In response, SmartThings CEO Alex Hawkinson apologized in the SmartThings community forum, promising improvements. He also posts a weekly update (the latest) about what improvements have been pushed out that week. In addition, the company recently hired Amazon’s former director of engineering, Robert Parker, to oversee the improvements.

As a result, SmartThing users have been seeing an improvement in the hub. We’re no longer seeing the “red bar of death” that used to be so common in the Android app. In addition, performance has improved, including better detection of presence, as well as quicker response to actions. Scheduled events actually run on schedule, after months of erratic behavior.

Hawkinson also responded to the security concerns:

A research report entitled “Security Analysis of Emerging Smart Home Applications” was released this morning by a team from the University of Michigan and Microsoft Research. The report discloses hypothetical vulnerabilities in the SmartThings platform and demonstrates how, under certain circumstances, they could be exploited. Over the past several weeks, we have been working with this research team and have already implemented a number of updates to further protect against the potential vulnerabilities disclosed in the report. It is important to note that none of the vulnerabilities described have affected any of our customers thanks to the SmartApp approval processes that we have in place.

The system has stabilized enough that some of us are tentatively moving back into the world of the Smart Home Monitor—the golden child of the SmartThings network, responsible for security. It is this application that had the most faulty behavior, with frequent false alarms, and not being able to manually arm or disarm the system.

I turned on SHM last week for the first time in over two months. Unfortunately, I also had a false alarm at exactly 5:04 AM last Thursday, when one of my monitors detected movement where there was none. However, I do believe this is more the monitor (I’ve had some issues with SmartThings own motion sensors in the past)—perhaps reacting to a spider, or air flow eddies—and not the application or the hub. I’ve switched to a different motion sensor (the Fibaro Motion Sensor), and so far no additional false alarms.

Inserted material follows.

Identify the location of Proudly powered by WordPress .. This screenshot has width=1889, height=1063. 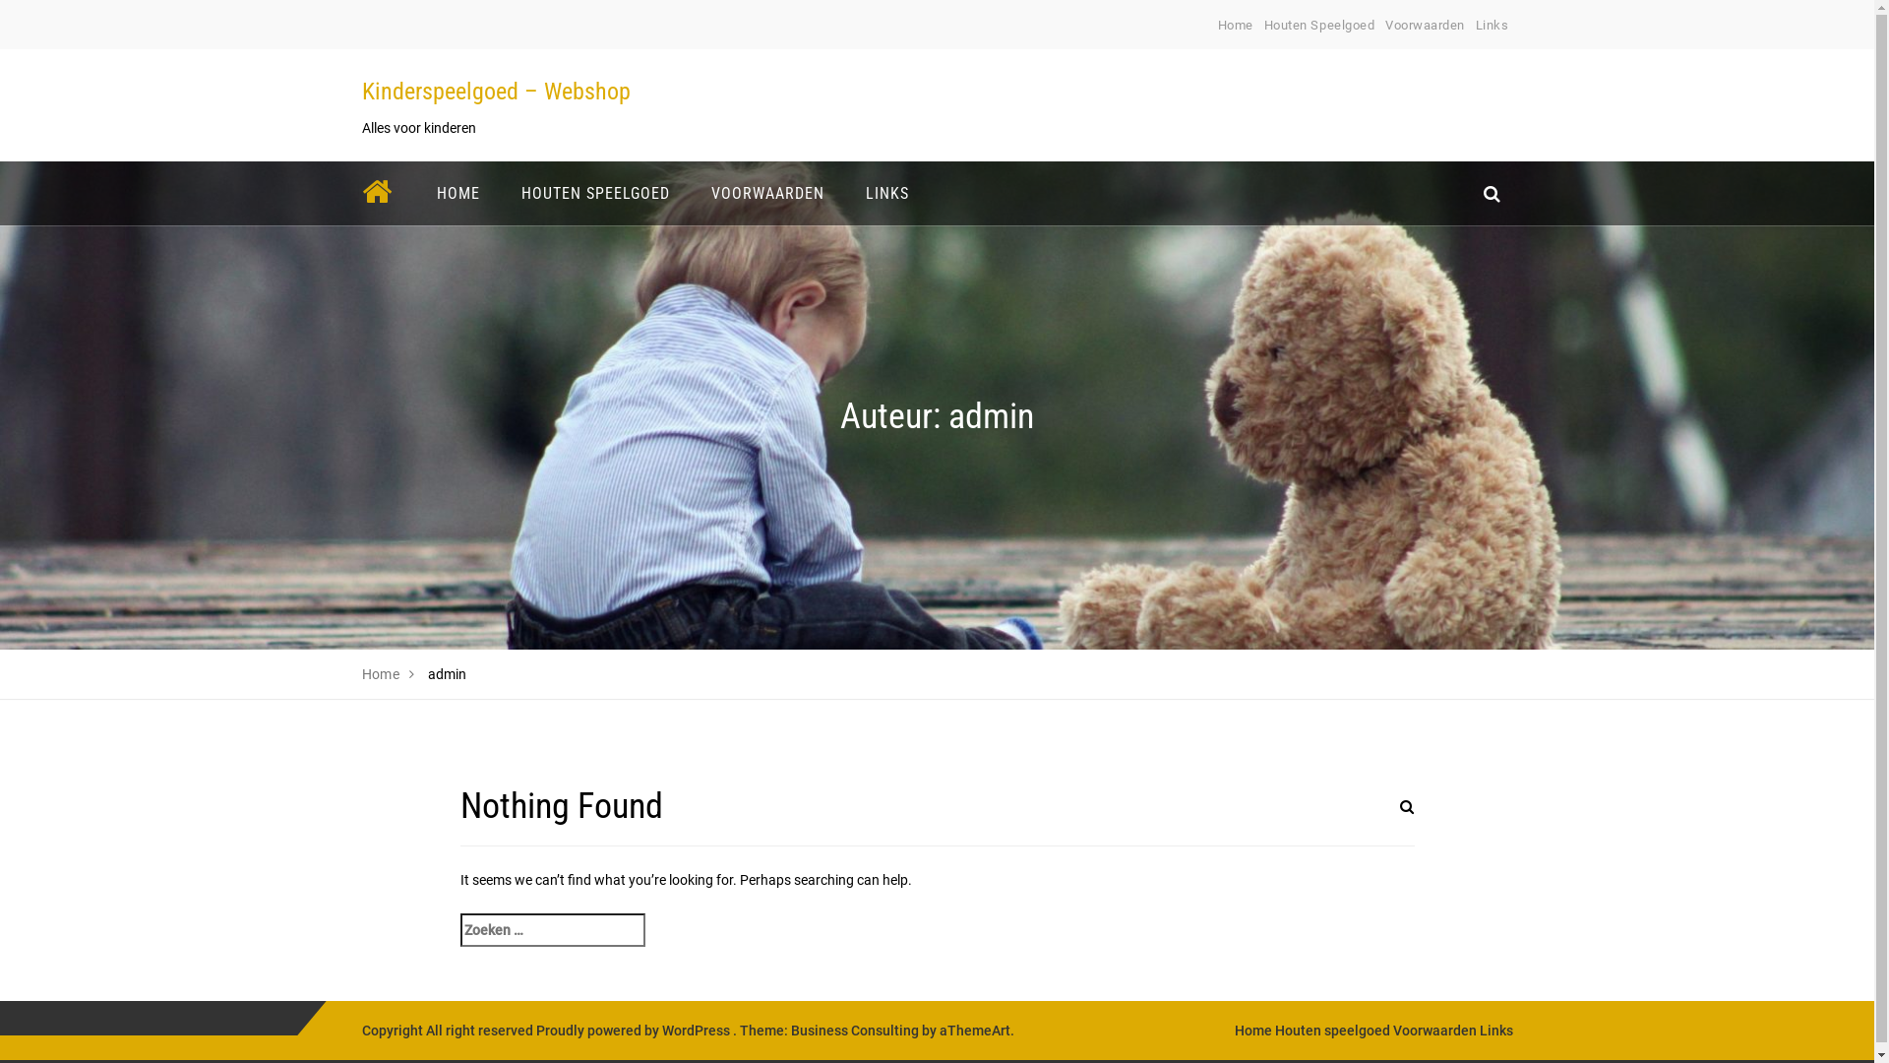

We can now easily arm and disarm the SHM security system. When the security alert did go off, all the appropriate lights and alarms were triggered, and notifications sent. In addition, when I dismissed the alert, the alarms were immediately silenced, though I had to turn off all the lights manually.

There are still issues with the SmartThings Hub. The biggest concern is that most of the activity related to the Hub occurs within the cloud rather than locally. This means that if we lose internet connectivity—something that happens daily for me during the hottest part of the day in the summer—automatic actions that should still function, don’t.

We also still don’t have Rule Machine, the extremely popular community-developed application, and no idea if it will ever return.

Still, I’ll take the improvements we’ve received, and the promise of more.

I’m moving the SmartThings Hub from “hold on buying” to, “OK, you can give it a try, but don’t go crazy buying devices just yet”.

Categories
Political

Inspector General’s Report On Clinton’s Email Greatly Exaggerated By Media Outlets

The Office of Inspector General (OIG) released its anticipated report on the State Department’s handling of email and cybersecurity. The report covers Hillary Clinton’s use of a private email server, but also includes an examination of other State employees use of email, including Colin Powell’s use of a private email service.

Almost immediately, the media was full of headlines such as “State Department report slams Clinton email use” from CNN, “State Dept. inspector general report sharply criticizes Clinton’s email practices” from the Washington Post, and “IG: Clinton didn’t want emails ‘accessible'”, from The Hill.

Lost in the hyperbole is the fact that the OIG report was meticulous and thorough, but also dispassionate, just like any other OIG report I’ve read. There was no direct criticism of Clinton, sharp or otherwise. The OIG was examining the State Department’s practices, not specifically investigating Clinton’s actions.